Politics & Policy

Education Tax Credits to the Rescue

Philadephia's troubled education system could benefit from tax credits.

Spiraling violence in the Philadelphia school district may be making most of the headlines, but the district faces another, less well-known crisis: a runaway budget that threatens to sink an already floundering school system.

The School Reform Commission recently adopted a “lump sum” budget statement last week projecting that the Philadelphia school district will be $82.5 million over budget next year. And as the Inquirer reports, Public Financial Management of Philadelphia, a financial consulting firm specializing in government clients, produced an independent assessment projecting “a shortfall of nearly $1 billion in five years.” This was after the district came up $73 million short in fall 2006 and now projects it will end the fiscal year with a $37 million deficit.

Paul Vallas, the Chief Executive Officer for the School District of Philadelphia, suggested recently that the problem could be solved by borrowing money and increasing the district’s share of property-tax millage. But going back to taxpayers’ wallets won’t solve a systemic problem. Philadelphia can save the millions it needs through education tax credits, which are already saving costs and improving education in Pennsylvania.

These programs allow businesses to receive tax credits for donations to scholarship granting organizations, which help low-income children choose good private schools. And since it costs around $5,300 for the average private school to educate a child — as opposed to around $10,500 for the average public school — the credits cut costs a lot.

In Pennsylvania, businesses can get a 90 percent income tax credit on every dollar they donate. That means if a business owes the state $5,000 in taxes and donates $5,000 to a scholarship organization, it only has to pay $500 in taxes. Programs in other states offer 100 percent tax credits, so that business would owe nothing in taxes after donating.

Tax credits can also apply to individual income taxes. This helps parents pay for education expenses like tuition and textbooks for their own children.

Education tax credit programs allow businesses and individuals to spend more of their own money on good schools that cost less. Pennsylvania’s business tax credit program is already saving the state a lot of money, even as it helps low-income children escape expensive and failing schools. Pennsylvania now provides tax credits to corporations for a total of up to almost $36 million in scholarship donations per year, up from $27 million in 2005.

A $27 million tax credit program amounts to about one third of one percent of Pennsylvania’s education expenditures, but because the amount spent on each scholarship is so much less than the amount spent per pupil in the public system, these credits are estimated by a Cato Institute study to save between $150 and $200 million annually.

A 2003 study by the Commonwealth Foundation, a Pennsylvania think tank, found that the state business tax credit program was already saving $136,000 a year by supporting 23 children in the Philadelphia school district. That’s pocket change to a bureaucrat, but it could be a lifeline to better education for thousands of students. By covering just what parents need to send their child to a better, less expensive school, a program that supported just over 8 percent of Philadelphia students with about $24 million in tax credits would save enough to cover the $82.5 million budget shortfall the School Reform Commission predicts.

Much of this savings goes to the state government, which pays for the biggest chunk of education. But if the state devoted the equivalent of only 3.2% of the Philadelphia school budget — that’s $65 million out of over $2 billion — to education tax credits supporting about 20 percent of students in the city, the local district would save $82.5 million, eliminating its budget shortfall altogether.

The City of Philadelphia could even start an education tax credit program of its own, giving individuals or businesses credits for donations against any of the many taxes it levies, like the net profits tax, the real estate tax, the school income tax, or the wage and earnings tax.

And after all, the time has come to stop the fiscal madness and put parents and communities in charge of education decisions. The District overspends year after year, and even with over $2 billion to play with, it’s clear Philadelphia is not getting its money’s worth. We should enable taxpayers to spend their own money on education and allow parents to choose the best schools for their children.

Taxpayers spend their money more wisely than boards of bureaucrats, and parents know what’s best for their children. It’s past time to give them back the power to make those decisions.

Adam Schaeffer is an education policy analyst at the Cato Institute.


* **Work to complete**
Copy each line of the entries that contains the word "Tasks".

::::::

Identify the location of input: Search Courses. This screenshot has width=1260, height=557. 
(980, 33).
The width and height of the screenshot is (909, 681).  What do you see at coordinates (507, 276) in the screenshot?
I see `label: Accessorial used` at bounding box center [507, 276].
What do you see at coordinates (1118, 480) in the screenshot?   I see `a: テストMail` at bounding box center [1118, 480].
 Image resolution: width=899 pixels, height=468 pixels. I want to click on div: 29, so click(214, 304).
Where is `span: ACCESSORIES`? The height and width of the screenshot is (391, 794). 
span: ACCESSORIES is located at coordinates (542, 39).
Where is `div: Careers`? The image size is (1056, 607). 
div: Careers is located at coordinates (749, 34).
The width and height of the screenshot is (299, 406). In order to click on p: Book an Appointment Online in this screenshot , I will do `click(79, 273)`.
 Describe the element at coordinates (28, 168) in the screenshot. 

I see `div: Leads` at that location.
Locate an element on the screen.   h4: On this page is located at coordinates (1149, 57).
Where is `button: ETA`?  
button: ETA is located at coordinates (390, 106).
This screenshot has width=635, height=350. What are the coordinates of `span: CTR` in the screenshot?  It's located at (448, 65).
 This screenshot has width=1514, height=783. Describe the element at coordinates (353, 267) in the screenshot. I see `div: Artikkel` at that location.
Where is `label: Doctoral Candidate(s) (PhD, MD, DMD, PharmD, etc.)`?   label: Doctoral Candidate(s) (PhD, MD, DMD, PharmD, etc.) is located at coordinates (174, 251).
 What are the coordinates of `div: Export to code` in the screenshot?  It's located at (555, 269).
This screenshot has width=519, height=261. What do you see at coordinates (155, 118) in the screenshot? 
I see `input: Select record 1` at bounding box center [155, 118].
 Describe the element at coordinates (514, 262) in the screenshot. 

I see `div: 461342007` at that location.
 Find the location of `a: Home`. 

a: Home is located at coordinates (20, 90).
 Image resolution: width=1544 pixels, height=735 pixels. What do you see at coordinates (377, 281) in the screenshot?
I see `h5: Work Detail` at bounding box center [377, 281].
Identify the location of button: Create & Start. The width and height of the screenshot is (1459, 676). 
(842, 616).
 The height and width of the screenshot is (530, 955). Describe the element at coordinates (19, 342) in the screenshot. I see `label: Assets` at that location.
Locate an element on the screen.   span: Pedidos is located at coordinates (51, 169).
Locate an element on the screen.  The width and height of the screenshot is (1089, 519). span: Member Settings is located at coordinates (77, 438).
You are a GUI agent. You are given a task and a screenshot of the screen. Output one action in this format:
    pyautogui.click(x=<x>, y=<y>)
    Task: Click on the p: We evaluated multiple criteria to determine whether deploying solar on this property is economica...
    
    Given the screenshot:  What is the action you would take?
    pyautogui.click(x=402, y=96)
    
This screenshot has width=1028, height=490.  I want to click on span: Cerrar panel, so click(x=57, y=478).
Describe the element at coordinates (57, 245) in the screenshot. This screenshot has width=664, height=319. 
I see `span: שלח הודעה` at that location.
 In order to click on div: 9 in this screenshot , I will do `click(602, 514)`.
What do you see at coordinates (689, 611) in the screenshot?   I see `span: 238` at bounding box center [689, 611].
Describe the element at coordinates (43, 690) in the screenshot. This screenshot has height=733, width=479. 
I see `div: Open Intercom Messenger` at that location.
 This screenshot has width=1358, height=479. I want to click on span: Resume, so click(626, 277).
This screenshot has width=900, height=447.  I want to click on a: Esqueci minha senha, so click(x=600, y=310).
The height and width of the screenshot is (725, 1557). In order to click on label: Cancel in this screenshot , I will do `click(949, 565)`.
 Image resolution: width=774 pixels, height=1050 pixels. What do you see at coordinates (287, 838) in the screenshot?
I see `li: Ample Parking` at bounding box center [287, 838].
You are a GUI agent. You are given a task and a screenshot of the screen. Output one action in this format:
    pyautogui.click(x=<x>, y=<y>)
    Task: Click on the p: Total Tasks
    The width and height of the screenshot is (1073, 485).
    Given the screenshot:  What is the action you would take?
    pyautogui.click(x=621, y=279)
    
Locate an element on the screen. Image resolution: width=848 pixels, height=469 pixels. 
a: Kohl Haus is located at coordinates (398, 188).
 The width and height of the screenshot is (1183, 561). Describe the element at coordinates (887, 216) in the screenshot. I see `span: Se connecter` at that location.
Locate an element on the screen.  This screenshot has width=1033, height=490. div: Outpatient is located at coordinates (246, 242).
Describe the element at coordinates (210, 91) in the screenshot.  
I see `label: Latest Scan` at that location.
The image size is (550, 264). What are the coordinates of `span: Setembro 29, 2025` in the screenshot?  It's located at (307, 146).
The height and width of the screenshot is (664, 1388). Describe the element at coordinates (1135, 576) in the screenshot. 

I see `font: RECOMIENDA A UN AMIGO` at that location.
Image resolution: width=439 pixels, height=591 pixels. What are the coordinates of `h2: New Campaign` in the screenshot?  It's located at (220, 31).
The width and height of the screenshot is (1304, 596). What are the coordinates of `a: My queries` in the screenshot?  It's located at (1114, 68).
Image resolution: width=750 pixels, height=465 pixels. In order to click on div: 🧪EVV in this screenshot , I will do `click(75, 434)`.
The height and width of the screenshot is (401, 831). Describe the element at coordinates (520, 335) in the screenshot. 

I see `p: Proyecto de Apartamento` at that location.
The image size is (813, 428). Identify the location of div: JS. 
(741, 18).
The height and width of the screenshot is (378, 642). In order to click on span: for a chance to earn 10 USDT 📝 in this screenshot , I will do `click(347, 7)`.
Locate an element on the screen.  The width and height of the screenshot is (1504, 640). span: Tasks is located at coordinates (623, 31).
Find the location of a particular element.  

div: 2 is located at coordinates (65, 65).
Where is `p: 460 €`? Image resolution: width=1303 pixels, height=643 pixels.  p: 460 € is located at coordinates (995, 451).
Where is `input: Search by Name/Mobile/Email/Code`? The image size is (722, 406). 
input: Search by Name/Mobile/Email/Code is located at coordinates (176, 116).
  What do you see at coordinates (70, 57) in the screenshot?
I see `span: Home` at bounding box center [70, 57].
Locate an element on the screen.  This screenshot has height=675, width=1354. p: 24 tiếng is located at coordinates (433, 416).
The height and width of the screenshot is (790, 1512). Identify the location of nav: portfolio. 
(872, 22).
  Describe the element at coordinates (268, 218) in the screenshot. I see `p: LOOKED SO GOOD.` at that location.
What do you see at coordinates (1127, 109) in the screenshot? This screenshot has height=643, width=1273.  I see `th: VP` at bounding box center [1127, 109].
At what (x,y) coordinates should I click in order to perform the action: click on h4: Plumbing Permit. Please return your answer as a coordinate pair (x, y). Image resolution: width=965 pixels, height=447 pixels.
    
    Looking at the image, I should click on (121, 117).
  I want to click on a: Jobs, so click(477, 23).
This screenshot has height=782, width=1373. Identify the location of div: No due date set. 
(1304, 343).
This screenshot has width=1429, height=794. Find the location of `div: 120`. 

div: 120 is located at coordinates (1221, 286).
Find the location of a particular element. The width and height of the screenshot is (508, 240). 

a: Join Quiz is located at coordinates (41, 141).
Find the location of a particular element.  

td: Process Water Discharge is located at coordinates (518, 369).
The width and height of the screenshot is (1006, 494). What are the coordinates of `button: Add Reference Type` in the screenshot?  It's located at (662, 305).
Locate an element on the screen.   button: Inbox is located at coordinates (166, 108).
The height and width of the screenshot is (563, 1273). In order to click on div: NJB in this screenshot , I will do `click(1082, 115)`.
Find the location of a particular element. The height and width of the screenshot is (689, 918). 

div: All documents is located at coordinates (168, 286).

::::::

* **Output of the task**
    Task: Click on the p: Total Tasks
Locate an element on the screen.  The width and height of the screenshot is (1504, 640). span: Tasks is located at coordinates (623, 31).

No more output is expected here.